The Quarantine Stream: 'Doctor Who' Is A Compassionate Sci-Fi Series That Doesn't Really Care About The Sci-Fi Part

(Welcome to The Quarantine Stream, a new series where the /Film team shares what they've been watching while social distancing during the COVID-19 pandemic.)The SeriesDoctor WhoWhere You Can Stream It: HBO MaxThe Pitch: A hyperintellectual alien travels through time and space (though more often than not, to 21st century Britain) in a spaceship shaped like a 1960s British police box, going on wacky misadventures with his/her spunky human companions.Why It's Essential ViewingDoctor Who is often described in reverent terms as the longest-running sci-fi TV series in history. But to categorize this wonderful, baffling, silly, stupendous show as science-fiction wouldn't do it, or the genre, justice. Sci-fi is really just an umbrella for the famous BBC series to play with genre and structure — it can be a character drama one episode, a campy comedy the next, a mythic fairy tale, a Gothic horror tale. Sure, there's a loose continuity that runs all the way back to the beginning of the show, but none of that matters. All that matters is that there's a quirky alien who goes around battling monsters and saving the day with his big old brain and a whole lotta heart (two of them, in fact).

With a 57-year run and multiple actors, showrunners, and spin-offs, getting into Doctor Who can be a bit daunting. (If you're intimidated, dive into Doctor Who starting with the 2005 revival, or read our handy guide.) Centering around an alien protagonist known as only the Doctor, the title character has the ability to change into an entirely different person every time he dies in a process called regeneration — a neat trick that basically grants him immortality, and grants the series an eternal lifespan with 13 actors now having played the Doctor. But the brilliant conceit of Doctor Who is that you could feasibly jump into any episode and get the gist.

One episode, the Doctor may be battling killer robots in contemporary London; another, looking for ghosts with Charles Dickens; or another, stuck on a train on a diamond planet attempting to outwit an invisible entity that feeds on the paranoia of the surrounding passengers. You never know what to expect when you tune into an episode of Doctor Who, which is only limited by the imaginations of its writers, and, of course, by the very limited budget of the BBC. It's the perfect blank slate for great genre storytelling, and while that storytelling isn't often great (in fact, it's more often not), Doctor Who never feels stale thanks to its evolving nature. It's a show that constantly reinvents itself, as its title character does — since the show was revived in 2005, it has been a campy horror series, and a soap opera, and a fairy tale.

But despite the fact that change is built into this show's DNA, Doctor Who always feels inarguably Doctor Who. That's because no matter how many times it reinvents itself, Doctor Who is at its core a sci-fi series about love and empathy. It has a protagonist who sometimes acts a little too cold and alien, but who cares so deeply that they will inspire those around them to show the best of humanity. It's hopelessly sentimental and optimistic, but don't we need a little bit of that nowadays?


• **Required action**:
Within the records below, find each line that holds the string "space", then copy it.

^^^^^^^^

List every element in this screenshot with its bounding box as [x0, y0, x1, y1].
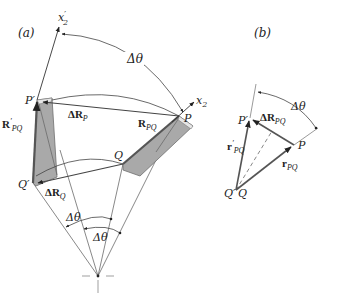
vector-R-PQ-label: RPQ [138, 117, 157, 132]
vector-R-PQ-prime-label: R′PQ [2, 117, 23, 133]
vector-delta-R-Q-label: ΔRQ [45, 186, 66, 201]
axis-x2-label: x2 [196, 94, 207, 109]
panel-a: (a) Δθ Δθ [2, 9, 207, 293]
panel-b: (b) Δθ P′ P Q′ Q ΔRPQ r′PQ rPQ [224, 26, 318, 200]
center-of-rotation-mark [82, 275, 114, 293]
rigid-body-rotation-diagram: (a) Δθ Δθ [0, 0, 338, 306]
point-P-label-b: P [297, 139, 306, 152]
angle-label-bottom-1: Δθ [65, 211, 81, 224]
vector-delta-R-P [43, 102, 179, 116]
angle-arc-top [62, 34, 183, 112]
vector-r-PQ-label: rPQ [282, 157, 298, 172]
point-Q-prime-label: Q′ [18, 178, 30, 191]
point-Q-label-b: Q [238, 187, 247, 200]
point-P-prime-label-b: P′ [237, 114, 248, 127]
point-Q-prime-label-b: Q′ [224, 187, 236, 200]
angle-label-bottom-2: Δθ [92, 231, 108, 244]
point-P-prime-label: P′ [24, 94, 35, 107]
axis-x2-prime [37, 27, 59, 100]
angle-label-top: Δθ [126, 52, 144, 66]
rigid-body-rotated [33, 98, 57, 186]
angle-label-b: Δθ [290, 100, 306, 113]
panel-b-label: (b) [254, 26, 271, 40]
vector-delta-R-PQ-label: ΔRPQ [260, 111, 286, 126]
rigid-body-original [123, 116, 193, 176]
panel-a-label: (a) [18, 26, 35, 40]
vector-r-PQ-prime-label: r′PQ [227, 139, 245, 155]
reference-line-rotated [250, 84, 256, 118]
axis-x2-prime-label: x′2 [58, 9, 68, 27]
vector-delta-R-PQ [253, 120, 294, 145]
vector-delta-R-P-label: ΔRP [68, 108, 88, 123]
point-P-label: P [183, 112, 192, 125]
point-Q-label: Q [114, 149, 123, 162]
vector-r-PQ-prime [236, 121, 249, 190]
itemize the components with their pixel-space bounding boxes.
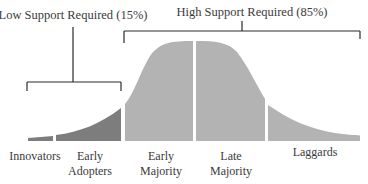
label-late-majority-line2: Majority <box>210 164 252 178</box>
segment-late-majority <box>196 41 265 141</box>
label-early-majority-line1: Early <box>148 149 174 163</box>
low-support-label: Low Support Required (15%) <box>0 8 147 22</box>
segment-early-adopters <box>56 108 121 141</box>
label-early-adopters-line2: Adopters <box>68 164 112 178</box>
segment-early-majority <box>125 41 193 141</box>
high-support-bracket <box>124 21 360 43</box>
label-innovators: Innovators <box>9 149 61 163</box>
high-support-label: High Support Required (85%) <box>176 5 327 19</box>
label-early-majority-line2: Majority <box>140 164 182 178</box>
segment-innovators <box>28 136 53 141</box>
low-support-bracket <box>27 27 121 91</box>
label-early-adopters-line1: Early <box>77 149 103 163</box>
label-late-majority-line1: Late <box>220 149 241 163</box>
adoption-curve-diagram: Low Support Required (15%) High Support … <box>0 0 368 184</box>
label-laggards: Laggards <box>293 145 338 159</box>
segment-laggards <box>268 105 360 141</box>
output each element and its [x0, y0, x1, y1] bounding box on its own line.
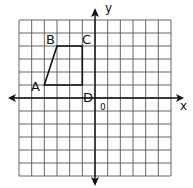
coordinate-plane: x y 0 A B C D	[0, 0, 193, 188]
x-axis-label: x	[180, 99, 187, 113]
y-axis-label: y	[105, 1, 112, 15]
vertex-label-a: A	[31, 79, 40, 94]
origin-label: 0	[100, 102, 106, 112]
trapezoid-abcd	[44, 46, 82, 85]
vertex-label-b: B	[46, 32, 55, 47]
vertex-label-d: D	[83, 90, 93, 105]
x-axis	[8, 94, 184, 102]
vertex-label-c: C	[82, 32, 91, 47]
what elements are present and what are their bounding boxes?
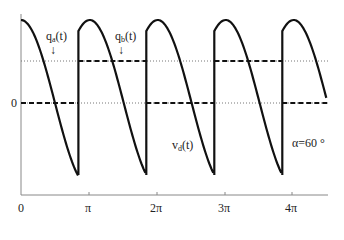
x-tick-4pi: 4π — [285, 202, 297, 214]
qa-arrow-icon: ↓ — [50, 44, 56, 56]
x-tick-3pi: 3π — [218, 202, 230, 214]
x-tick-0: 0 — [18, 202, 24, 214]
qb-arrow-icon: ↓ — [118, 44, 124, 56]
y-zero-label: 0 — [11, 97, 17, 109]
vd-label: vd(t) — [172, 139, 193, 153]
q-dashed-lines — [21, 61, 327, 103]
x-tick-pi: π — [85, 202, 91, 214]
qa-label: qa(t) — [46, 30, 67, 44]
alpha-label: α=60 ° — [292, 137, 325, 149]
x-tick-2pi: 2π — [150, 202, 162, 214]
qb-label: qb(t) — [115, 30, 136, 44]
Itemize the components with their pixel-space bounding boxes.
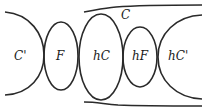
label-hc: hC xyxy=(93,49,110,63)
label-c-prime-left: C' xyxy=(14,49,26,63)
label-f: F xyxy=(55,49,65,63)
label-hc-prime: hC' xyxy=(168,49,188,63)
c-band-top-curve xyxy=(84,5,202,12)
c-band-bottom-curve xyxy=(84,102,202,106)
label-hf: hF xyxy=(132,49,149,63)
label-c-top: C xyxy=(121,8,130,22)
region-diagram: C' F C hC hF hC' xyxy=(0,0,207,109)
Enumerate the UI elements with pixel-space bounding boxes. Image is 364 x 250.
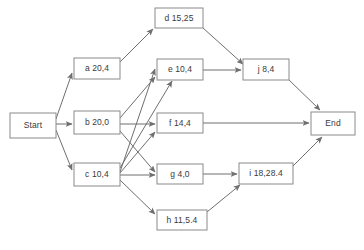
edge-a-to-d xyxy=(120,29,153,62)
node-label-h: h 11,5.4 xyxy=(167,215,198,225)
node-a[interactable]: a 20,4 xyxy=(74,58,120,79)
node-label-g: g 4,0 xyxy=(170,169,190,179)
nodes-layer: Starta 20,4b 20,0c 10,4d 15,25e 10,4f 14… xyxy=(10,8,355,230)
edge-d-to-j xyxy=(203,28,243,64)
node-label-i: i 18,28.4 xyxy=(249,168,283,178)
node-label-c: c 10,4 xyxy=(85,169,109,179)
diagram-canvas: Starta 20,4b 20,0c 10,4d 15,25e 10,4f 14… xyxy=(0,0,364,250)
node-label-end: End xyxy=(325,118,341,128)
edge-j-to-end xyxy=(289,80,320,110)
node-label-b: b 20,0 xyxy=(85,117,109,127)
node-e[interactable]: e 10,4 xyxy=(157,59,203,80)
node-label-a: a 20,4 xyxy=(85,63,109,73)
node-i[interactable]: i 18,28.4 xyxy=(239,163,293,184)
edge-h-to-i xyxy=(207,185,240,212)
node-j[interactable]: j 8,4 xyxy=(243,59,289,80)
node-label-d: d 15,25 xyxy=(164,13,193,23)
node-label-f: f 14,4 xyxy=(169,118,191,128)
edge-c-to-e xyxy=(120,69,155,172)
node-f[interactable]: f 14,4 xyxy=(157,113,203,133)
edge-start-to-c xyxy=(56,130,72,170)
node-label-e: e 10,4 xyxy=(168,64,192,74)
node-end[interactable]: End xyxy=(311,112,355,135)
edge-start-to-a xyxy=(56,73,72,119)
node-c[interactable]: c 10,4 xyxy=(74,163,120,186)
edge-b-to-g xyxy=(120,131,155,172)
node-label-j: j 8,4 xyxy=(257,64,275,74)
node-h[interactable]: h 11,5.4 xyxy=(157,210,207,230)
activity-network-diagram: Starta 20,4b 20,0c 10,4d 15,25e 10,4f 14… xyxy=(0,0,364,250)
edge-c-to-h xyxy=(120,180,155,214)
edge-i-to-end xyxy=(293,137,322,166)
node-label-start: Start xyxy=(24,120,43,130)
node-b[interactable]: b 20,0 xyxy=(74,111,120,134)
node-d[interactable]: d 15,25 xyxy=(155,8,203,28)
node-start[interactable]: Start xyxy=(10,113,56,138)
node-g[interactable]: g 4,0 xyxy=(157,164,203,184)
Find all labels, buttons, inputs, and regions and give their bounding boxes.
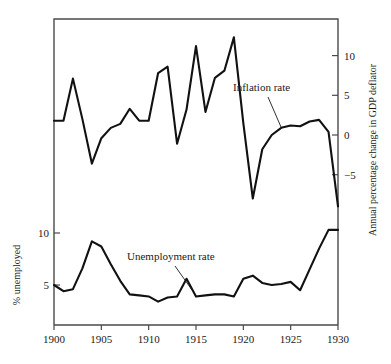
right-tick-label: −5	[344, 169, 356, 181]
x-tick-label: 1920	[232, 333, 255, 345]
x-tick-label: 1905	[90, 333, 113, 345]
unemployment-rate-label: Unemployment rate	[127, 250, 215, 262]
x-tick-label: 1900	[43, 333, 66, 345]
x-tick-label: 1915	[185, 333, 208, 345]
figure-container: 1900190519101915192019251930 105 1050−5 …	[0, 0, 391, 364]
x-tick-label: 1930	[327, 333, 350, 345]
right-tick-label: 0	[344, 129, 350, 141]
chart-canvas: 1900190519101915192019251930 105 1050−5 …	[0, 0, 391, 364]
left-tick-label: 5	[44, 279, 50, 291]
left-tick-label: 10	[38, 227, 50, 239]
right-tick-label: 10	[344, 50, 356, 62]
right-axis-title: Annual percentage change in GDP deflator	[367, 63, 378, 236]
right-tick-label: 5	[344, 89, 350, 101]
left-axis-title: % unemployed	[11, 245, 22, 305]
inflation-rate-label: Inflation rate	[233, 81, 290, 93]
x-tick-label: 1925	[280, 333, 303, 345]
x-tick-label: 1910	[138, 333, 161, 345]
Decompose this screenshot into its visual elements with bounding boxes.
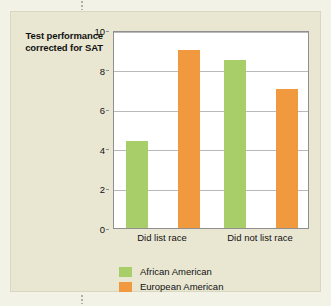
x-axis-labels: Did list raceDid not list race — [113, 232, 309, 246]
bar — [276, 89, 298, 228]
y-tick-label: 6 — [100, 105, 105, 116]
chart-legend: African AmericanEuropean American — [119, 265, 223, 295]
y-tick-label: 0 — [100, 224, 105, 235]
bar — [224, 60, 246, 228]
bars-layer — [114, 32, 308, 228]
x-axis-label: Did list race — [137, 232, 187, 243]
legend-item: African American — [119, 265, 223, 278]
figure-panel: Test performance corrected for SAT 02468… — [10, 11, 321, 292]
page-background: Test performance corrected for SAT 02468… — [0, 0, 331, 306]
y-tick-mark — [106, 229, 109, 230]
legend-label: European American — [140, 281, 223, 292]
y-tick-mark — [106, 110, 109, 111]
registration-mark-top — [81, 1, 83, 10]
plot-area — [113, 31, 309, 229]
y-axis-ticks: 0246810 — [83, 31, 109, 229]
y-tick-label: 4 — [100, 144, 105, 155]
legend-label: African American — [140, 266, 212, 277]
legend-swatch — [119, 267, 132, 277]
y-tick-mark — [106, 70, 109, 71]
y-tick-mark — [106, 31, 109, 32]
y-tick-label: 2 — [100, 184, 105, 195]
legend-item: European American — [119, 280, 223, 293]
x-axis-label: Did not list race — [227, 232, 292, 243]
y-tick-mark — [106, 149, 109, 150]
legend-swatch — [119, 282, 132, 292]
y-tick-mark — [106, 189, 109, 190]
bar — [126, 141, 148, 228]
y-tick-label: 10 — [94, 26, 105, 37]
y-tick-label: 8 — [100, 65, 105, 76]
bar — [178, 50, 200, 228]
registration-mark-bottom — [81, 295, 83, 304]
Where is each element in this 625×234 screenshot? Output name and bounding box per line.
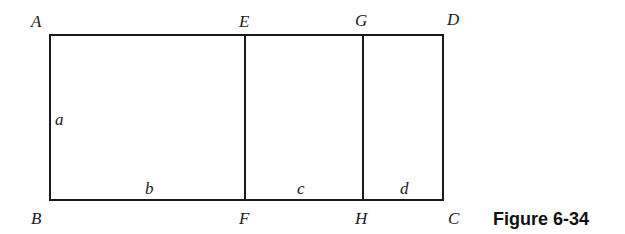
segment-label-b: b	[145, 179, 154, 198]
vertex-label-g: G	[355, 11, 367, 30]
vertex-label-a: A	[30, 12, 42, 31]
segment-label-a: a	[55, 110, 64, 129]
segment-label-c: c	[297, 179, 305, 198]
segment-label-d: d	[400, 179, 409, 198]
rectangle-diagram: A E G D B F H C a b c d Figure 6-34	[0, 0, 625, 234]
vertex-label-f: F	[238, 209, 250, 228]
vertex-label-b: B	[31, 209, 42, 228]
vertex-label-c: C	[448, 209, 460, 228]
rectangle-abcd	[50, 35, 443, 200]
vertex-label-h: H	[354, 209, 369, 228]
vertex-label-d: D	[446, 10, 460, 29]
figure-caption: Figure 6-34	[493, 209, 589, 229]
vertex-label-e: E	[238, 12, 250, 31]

^^^^^^^^

• **Answer box**:
itemize the components with their pixel-space bounding boxes.
Itemize the components with their pixel-space bounding boxes.
Enumerate the UI elements with pixel-space bounding boxes. Image is 364 x 250.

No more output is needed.